For the students, says Imke, there’s a watershed moment when they understand that responsible leadership is not a “question-answer game.”
“You have to stand for something, remaining open and inclusive as you adjust to whatever challenges come your way. It’s about leading yourself wherever you go.”
For Beiersdorf, the collaboration is a chance to “model the kind of responsible leadership we aspire to and look to recruit. There’s a great pleasure in being close to next-generation leaders, and being part of that learning process as the lights go on and they connect the dots.”
Mirko Warschun also has experience of seeing CEMS students’ potential come to fruition.
The Value of Values
Mirko is partner and Head of Consumer Industries and Retail, EMEA, with A.T. Kearney. He is also a member of the Global Strategic Board at CEMS. Every year, A.T. Kearney recruits a number of CEMS graduates as consultants, a choice, says Mirko, that stems from an appreciation of their “value and qualities as future leaders.”
“Our collaboration with CEMS across skill seminars, business projects and recruitment goes back well over a decade, and we find that graduates fit very well into our culture. They bring an understanding of the lessons learnt from the mistakes of their predecessors – lessons about integrity, about the importance of diversity, a commitment to sustainability and being transparent about what they stand for.”
That said, the next business generation will face a raft of unprecedented challenges arising from what Mirko describes as three “fundamental pressure points” – geopolitical, social and technological shifts that are reshaping the business terrain globally.
“We’re seeing huge demographic shifts around the world, a growing hyper-connectivity driven by digitization that is in turn driving the rise of the influencer model, and then there is the changing understanding of values themselves. There is a shift in what matters to consumers – to people. Increasingly, as consumers, we want to know about the values behind business products and services.”
And this is particularly true in the retail sector, he says. As the cost of switching between brands remains low for consumers, other dimensions such as how a company is perceived – its reputation for ethical or non-ethical behaviour, its commitment to social responsibility – have greater importance in the market.

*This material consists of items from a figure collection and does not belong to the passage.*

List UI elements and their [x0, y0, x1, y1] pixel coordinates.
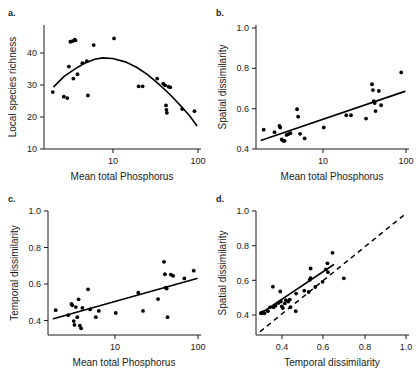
data-point [288, 131, 292, 135]
data-point [70, 303, 74, 307]
panel-c-ytick-3: 1.0 [28, 206, 41, 216]
data-point [278, 290, 282, 294]
panel-d-ytick-2: 0.8 [236, 241, 249, 251]
data-point [296, 115, 300, 119]
panel-a-ytick-0: 10 [27, 144, 37, 154]
data-point [302, 289, 306, 293]
panel-b-xtick-1: 100 [398, 156, 413, 166]
data-point [76, 72, 80, 76]
data-point [171, 274, 175, 278]
data-point [294, 292, 298, 296]
data-point [371, 88, 375, 92]
data-point [344, 113, 348, 117]
data-point [92, 43, 96, 47]
data-point [137, 84, 141, 88]
data-point [163, 83, 167, 87]
data-point [51, 90, 55, 94]
panel-b-points [262, 71, 403, 143]
panel-d-x-ticks: 0.4 0.6 0.8 1.0 [276, 335, 413, 352]
data-point [67, 65, 71, 69]
panel-c-xtick-1: 100 [190, 342, 205, 352]
panel-a-xtick-0: 10 [108, 156, 118, 166]
panel-c-ylabel: Temporal dissimilarity [9, 225, 20, 321]
panel-c-ytick-0: 0.4 [28, 316, 41, 326]
data-point [377, 89, 381, 93]
data-point [164, 104, 168, 108]
data-point [281, 306, 285, 310]
data-point [370, 82, 374, 86]
data-point [278, 126, 282, 130]
panel-c-y-ticks: 0.4 0.6 0.8 1.0 [28, 206, 48, 326]
panel-b-letter: b. [216, 8, 224, 18]
panel-a-ytick-2: 30 [27, 80, 37, 90]
panel-d-ytick-3: 1.0 [236, 206, 249, 216]
panel-b-ytick-1: 0.6 [236, 104, 249, 114]
panel-a: a. 10 20 30 40 10 100 Mean total [0, 0, 208, 186]
panel-a-plot: a. 10 20 30 40 10 100 Mean total [0, 0, 208, 186]
data-point [313, 285, 317, 289]
panel-a-x-ticks: 10 100 [108, 149, 206, 166]
data-point [271, 285, 275, 289]
data-point [193, 109, 197, 113]
data-point [331, 251, 335, 255]
panel-c-ytick-2: 0.8 [28, 243, 41, 253]
data-point [168, 85, 172, 89]
data-point [182, 277, 186, 281]
data-point [166, 315, 170, 319]
data-point [364, 117, 368, 121]
panel-a-points [51, 37, 196, 115]
panel-a-y-ticks: 10 20 30 40 [27, 48, 44, 154]
panel-c: c. 0.4 0.6 0.8 1.0 10 100 Mean total Pho… [0, 186, 208, 372]
data-point [294, 309, 298, 313]
panel-b-axes [256, 25, 409, 149]
panel-c-x-ticks: 10 100 [110, 335, 206, 352]
panel-a-ytick-3: 40 [27, 48, 37, 58]
data-point [326, 270, 330, 274]
data-point [114, 311, 118, 315]
data-point [72, 319, 76, 323]
panel-c-xtick-0: 10 [110, 342, 120, 352]
panel-c-axes [48, 211, 201, 335]
panel-b-xtick-0: 10 [318, 156, 328, 166]
data-point [307, 290, 311, 294]
panel-a-letter: a. [8, 8, 16, 18]
panel-d: d. 0.4 0.6 0.8 1.0 0.4 0.6 0.8 1. [208, 186, 416, 372]
data-point [79, 326, 83, 330]
data-point [298, 132, 302, 136]
panel-b: b. 0.4 0.6 0.8 1.0 10 100 Mean total Pho… [208, 0, 416, 186]
panel-c-xlabel: Mean total Phosphorus [73, 357, 176, 368]
panel-a-xlabel: Mean total Phosphorus [71, 171, 174, 182]
panel-d-ytick-1: 0.6 [236, 276, 249, 286]
panel-d-xlabel: Temporal dissimilarity [284, 357, 380, 368]
panel-b-ylabel: Spatial dissimilarity [217, 44, 228, 129]
panel-a-xtick-1: 100 [190, 156, 205, 166]
data-point [65, 96, 69, 100]
data-point [163, 272, 167, 276]
data-point [322, 126, 326, 130]
data-point [86, 287, 90, 291]
data-point [155, 77, 159, 81]
panel-c-fit-line [53, 278, 196, 318]
panel-b-fit-line [261, 91, 404, 140]
panel-d-fit-line [260, 265, 333, 314]
data-point [112, 37, 116, 41]
panel-d-xtick-0: 0.4 [276, 342, 289, 352]
panel-a-ylabel: Local species richness [7, 37, 18, 138]
panel-d-xtick-3: 1.0 [400, 342, 413, 352]
data-point [273, 130, 277, 134]
data-point [326, 261, 330, 265]
panel-b-ytick-2: 0.8 [236, 63, 249, 73]
data-point [94, 315, 98, 319]
data-point [97, 309, 101, 313]
data-point [86, 93, 90, 97]
panel-c-letter: c. [8, 194, 16, 204]
panel-c-ytick-1: 0.6 [28, 279, 41, 289]
panel-a-ytick-1: 20 [27, 112, 37, 122]
data-point [192, 269, 196, 273]
data-point [309, 267, 313, 271]
panel-d-ylabel: Spatial dissimilarity [217, 230, 228, 315]
data-point [74, 305, 78, 309]
panel-c-plot: c. 0.4 0.6 0.8 1.0 10 100 Mean total Pho… [0, 186, 208, 372]
data-point [303, 137, 307, 141]
panel-d-xtick-1: 0.6 [317, 342, 330, 352]
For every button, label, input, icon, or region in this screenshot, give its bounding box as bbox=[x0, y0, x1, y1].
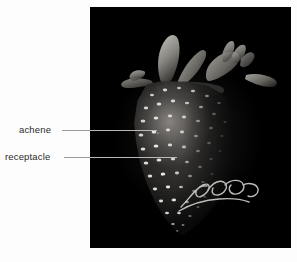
strawberry-receptacle bbox=[132, 81, 237, 236]
callout-label-receptacle: receptacle bbox=[5, 151, 50, 162]
photo-canvas bbox=[90, 7, 291, 248]
strawberry-photograph bbox=[90, 7, 291, 248]
callout-label-achene: achene bbox=[19, 124, 51, 135]
callout-leader-receptacle-inner bbox=[90, 157, 177, 158]
surface-scribble-mark bbox=[177, 173, 263, 221]
callout-leader-achene-inner bbox=[90, 130, 157, 131]
figure-root: achene receptacle bbox=[0, 0, 297, 262]
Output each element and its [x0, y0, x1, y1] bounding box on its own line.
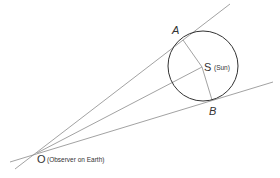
- tangent-line-ob: [10, 82, 273, 162]
- label-a: A: [171, 24, 179, 36]
- sun-angular-diameter-diagram: A B S (Sun) O (Observer on Earth): [0, 0, 280, 178]
- tangent-line-oa: [15, 4, 230, 169]
- line-os: [37, 67, 202, 153]
- radius-sa: [183, 40, 202, 67]
- label-sun-note: (Sun): [214, 64, 230, 72]
- label-b: B: [209, 105, 216, 117]
- label-observer-note: (Observer on Earth): [47, 156, 104, 164]
- label-o: O: [37, 153, 46, 165]
- label-s: S: [204, 61, 211, 73]
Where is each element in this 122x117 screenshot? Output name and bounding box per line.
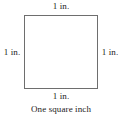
side-label-left: 1 in. <box>1 47 23 57</box>
figure-caption: One square inch <box>0 104 122 115</box>
side-label-right: 1 in. <box>99 47 121 57</box>
side-label-bottom: 1 in. <box>0 91 122 101</box>
square-shape <box>24 15 98 89</box>
geometry-figure: 1 in. 1 in. 1 in. 1 in. One square inch <box>0 0 122 117</box>
side-label-top: 1 in. <box>0 1 122 11</box>
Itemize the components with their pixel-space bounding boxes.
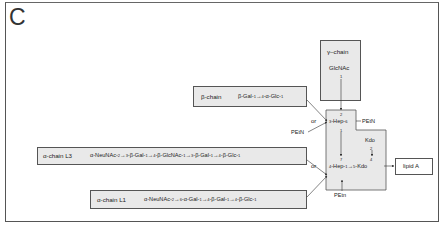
gamma-link-from: 1 — [340, 73, 342, 80]
gamma-residue-glcnac: GlcNAc — [329, 65, 349, 72]
petn-left-label: PEtN — [291, 129, 304, 136]
alpha-chain-l1-sequence: α-NeuNAc-2→6-α-Gal-1→4-β-Gal-1→4-β-Glc-1 — [144, 196, 256, 203]
beta-chain-sequence: β-Gal-1→4-α-Glc-1 — [238, 93, 283, 100]
hep-link-to: 7 — [340, 156, 342, 163]
hep-top-position-2: 2 — [340, 111, 342, 118]
lipid-a-label: lipid A — [403, 163, 419, 170]
hep-top: 3-Hep-6 — [329, 118, 347, 125]
alpha-chain-l3-sequence: α-NeuNAc-2→3-β-Gal-1→4-β-GlcNAc-1→3-β-Ga… — [90, 152, 240, 159]
beta-chain-label: β-chain — [201, 93, 221, 100]
gamma-chain-label: γ–chain — [327, 48, 348, 55]
hep-bottom-petn: PEtn — [334, 192, 346, 199]
alpha-chain-l1-label: α-chain L1 — [97, 196, 126, 203]
or-label-bottom: or — [311, 163, 316, 170]
kdo-side-to: 4 — [370, 156, 372, 163]
alpha-chain-l3-label: α-chain L3 — [43, 152, 72, 159]
figure-frame — [5, 2, 439, 222]
or-label-top: or — [311, 118, 316, 125]
panel-letter: C — [9, 4, 26, 30]
hep-link-from: 1 — [340, 127, 342, 134]
hep-bottom-kdo: 4-Hep-1→5-Kdo — [329, 163, 367, 170]
kdo-side-label: Kdo — [365, 137, 375, 144]
hep-top-petn: PEtN — [362, 118, 375, 125]
kdo-side-from: 2 — [370, 145, 372, 152]
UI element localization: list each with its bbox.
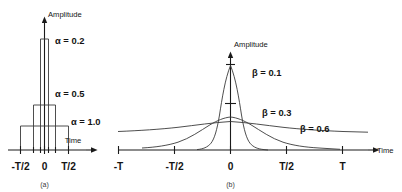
panel-b-curve-label-beta-01: β = 0.1 xyxy=(252,67,281,78)
panel-a-curve-label-alpha-05: α = 0.5 xyxy=(55,88,84,99)
panel-a-curve-label-alpha-02: α = 0.2 xyxy=(55,35,84,46)
panel-b-curve-label-beta-06: β = 0.6 xyxy=(300,123,329,134)
panel-b-tick-label-0: -T xyxy=(114,161,124,172)
panel-a-x-axis-label: Time xyxy=(65,136,82,145)
panel-a-tick-label-1: 0 xyxy=(42,161,48,172)
panel-b-x-axis-label: Time xyxy=(377,146,394,155)
panel-b-tick-label-4: T xyxy=(339,161,346,172)
panel-b-tick-label-3: T/2 xyxy=(279,161,294,172)
panel-a-caption: (a) xyxy=(40,181,49,189)
panel-a-y-axis-label: Amplitude xyxy=(48,10,82,19)
panel-a-tick-label-2: T/2 xyxy=(61,161,76,172)
panel-a-curve-label-alpha-10: α = 1.0 xyxy=(71,116,100,127)
panel-b-tick-label-1: -T/2 xyxy=(165,161,183,172)
panel-b: Amplitude Time -T -T/2 0 T/2 T β = 0.1 β… xyxy=(114,40,394,189)
panel-b-curve-beta-01 xyxy=(197,66,268,151)
panel-b-tick-label-2: 0 xyxy=(228,161,234,172)
panel-a-tick-label-0: -T/2 xyxy=(11,161,29,172)
figure-container: Amplitude Time -T/2 0 T/2 α = 0.2 α = 0.… xyxy=(0,0,402,192)
figure-svg: Amplitude Time -T/2 0 T/2 α = 0.2 α = 0.… xyxy=(0,0,402,192)
panel-b-y-axis-label: Amplitude xyxy=(234,40,268,49)
panel-a: Amplitude Time -T/2 0 T/2 α = 0.2 α = 0.… xyxy=(8,10,100,189)
panel-b-caption: (b) xyxy=(226,181,235,189)
panel-b-curve-label-beta-03: β = 0.3 xyxy=(262,107,291,118)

“The potential negative impact of nonresponsible behaviour is probably greater than ever before,” says Mirko. “Because people are online 24-7, no matter how well something is hidden, it’s going to be detected sooner or later. So leaders in any sector need to have responsibility at the top of their agenda.”
Like every generation before them, says Mirko, today’s young leaders will “make mistakes.”
The key to anchoring those mistakes in learning and moving forward positively is developing and cleaving to a “strong set of values.” And Mirko sees a clear opportunity for the worlds of academia and business to collaborate closely in this.
“Today’s business students can learn a lot about the consequences of good and bad corporate behaviour, not only from seminars and case analysis, but also from real-world exposure to companies and to decision-makers. This is an area of collaboration, for instance, between A.T. Kearney and CEMS, where we work together with students on business projects that bring them up close to the real dynamics at play in every day decisions. It’s important that students meet and interact with people from different institutions so that they learn and understand the challenges they are working with.”
For future leaders themselves, Mirko has this advice: “keep your mind open. Stay connected to academia and to business. And think deeply about how you can have impact: not only in terms of your employer or your business, but also in the sense of how you can impact your society. Because this is your responsibility.”